Max Horkheimer (left) and Theodor W. Adorno (right) in Heidelberg on April 1964 at the Max Weber-Soziologentag. | © Jeremy J. Shapiro, CC BY-SA 3.0 , via Wikimedia Commons

Identification with a club or national team replaces political participation, and Adorno’s critique intensifies where soccer functions as a vehicle for collective identity. International tournaments intensify national sentiments while obscuring social antagonism. Individuals experiences themselves as part of a larger whole without questioning its structure. Adorno generally warns against such collective emotional attachment as it suspends critical consciousness. And here, the argument comes full circle with Marx’s critique: the creation of meaning, community, and hope in a society that feels cold and alienated, along with the fleeting happiness generated by victory, appears as a form of compensatory ‘illusory happiness.’

In modern professional soccer, Adorno’s critique of the culture industry gains additional plausibility. The sport is fully integrated into market logic: players become brands, fans become target audiences, emotions become exploitable resources. The appearance of spontaneity and passion masks strict economic rationality.

Here, soccer fulfills precisely the function that Adorno attributes to the culture industry: it reproduces existing conditions by making them appear natural, inevitable, and emotionally satisfying. The ‘opium’ does not act repressively, but pleasurably.

A Rebellion Against Haste and Agitation

In all of this, one must not forget that the unifying power of soccer is said to have a positive socialist dimension—namely, if one sets aside Adorno’s social perspective and considers its internal impact. The German social democratic politician and nature lover Carl Schreck, for example, stated in his essay Arbeitersport und Sozialdemokratie (Workers’ Sports and Social Democracy, Leipzig, 1929): “Sport, viewed in general terms, represents a rebellion against capitalist exploitation, against the piecework system, a rebellion against the rush and frenzy that lash at us like a whip, a rebellion against all capitalist and other forms of social oppression.” And a 2010 publication by the British Socialist Party states: “It is true that there are still capitalists who rejoice in soccer’s function as the opium of the masses. But it is extremely patronizing to tell millions of soccer-loving workers that their enthusiasm for soccer is based solely on trickery and deceit and that their love for it is nothing more than the result of brainwashing. (...) While some may dismiss this as tribalism, the solidarity that exists among soccer fans is of great significance. Taking this seriously can make a significant contribution to strengthening the consciousness of the working class.”
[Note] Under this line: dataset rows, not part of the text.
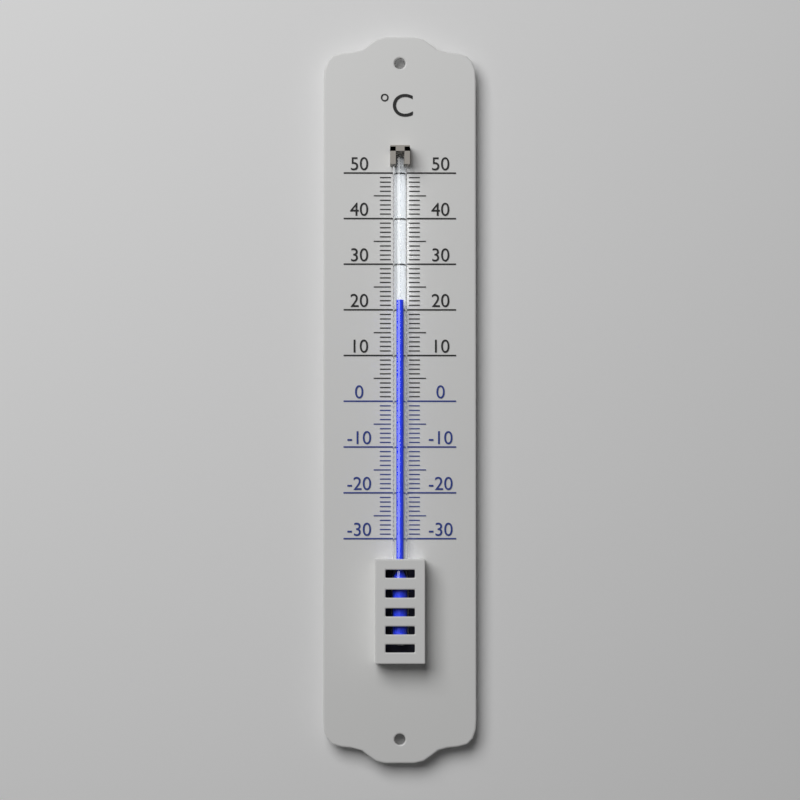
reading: 22 °C
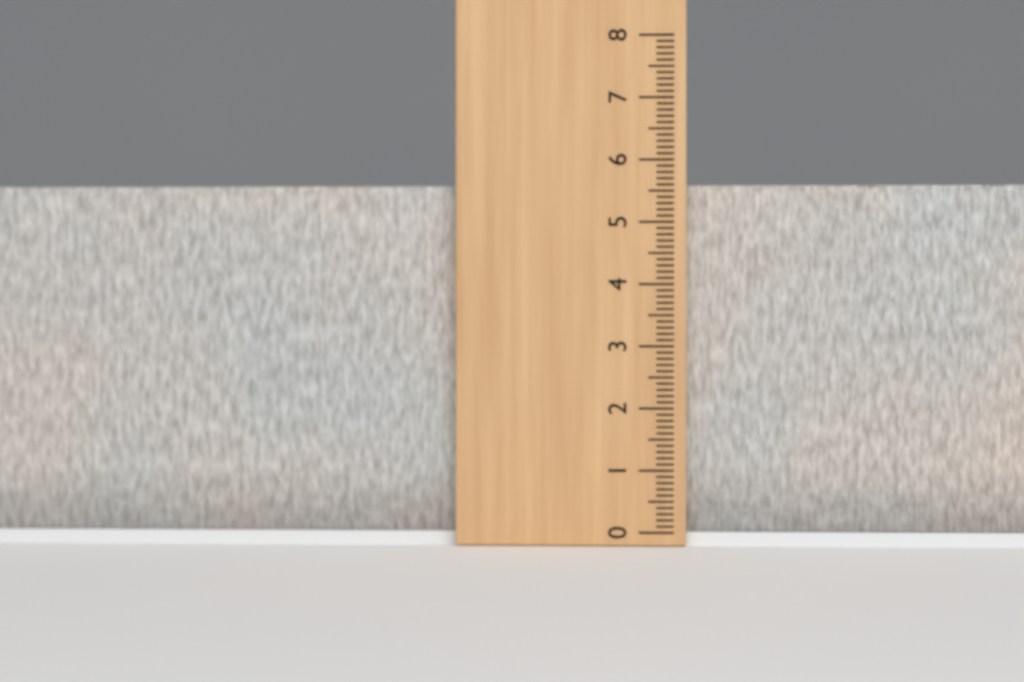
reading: 5.6 (no unit)
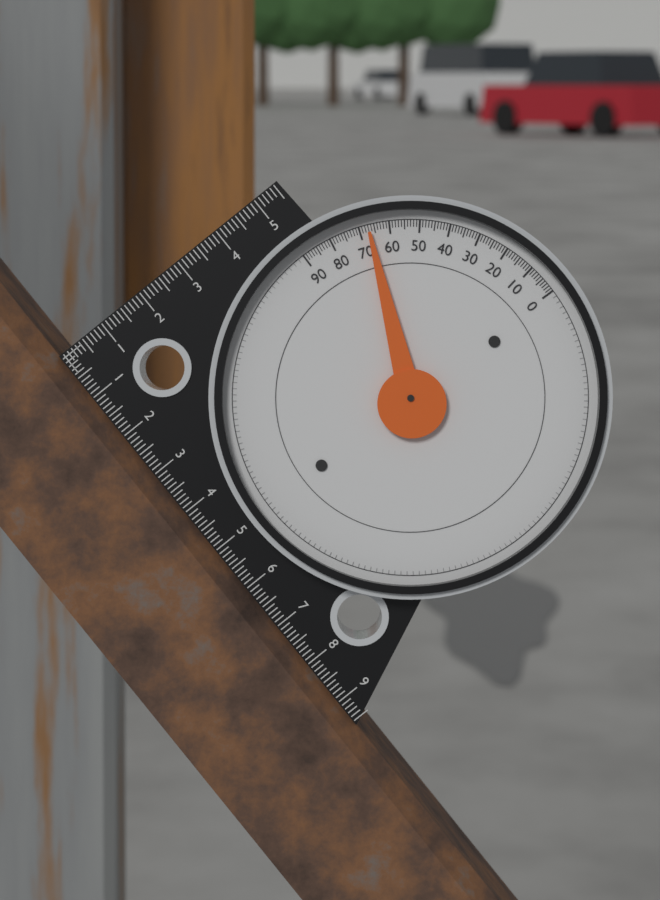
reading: 67 (no unit)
Revolutionary Energies of the Past

Neither Marx nor Adorno viewed the ambivalence of identification with clubs and the intense emotional engagement in soccer, nor the exploitation of these by capitalist rulers and their sophisticated systems, as active conspiratorial mechanisms. But it is hard to overlook how political and capitalist practices are shifting entirely unchallenged to the detriment of the working class, and the questions of where the sharp gaze on the excesses of capitalism and the revolutionary energies of the past have gone are entirely legitimate. At the very least, a widespread opium-induced haze would be a good explanation for why soccer fans this year are willingly mortgaging their existence to pay FIFA’s ‘dynamic prices’ for the 2026 World Cup, shrugging as they hand over their data to tech oligarchs, and accepting that the real incomes of the working population have been falling for decades at an accelerating rate, while the top one percent, the super-rich, enjoy explosive income growth.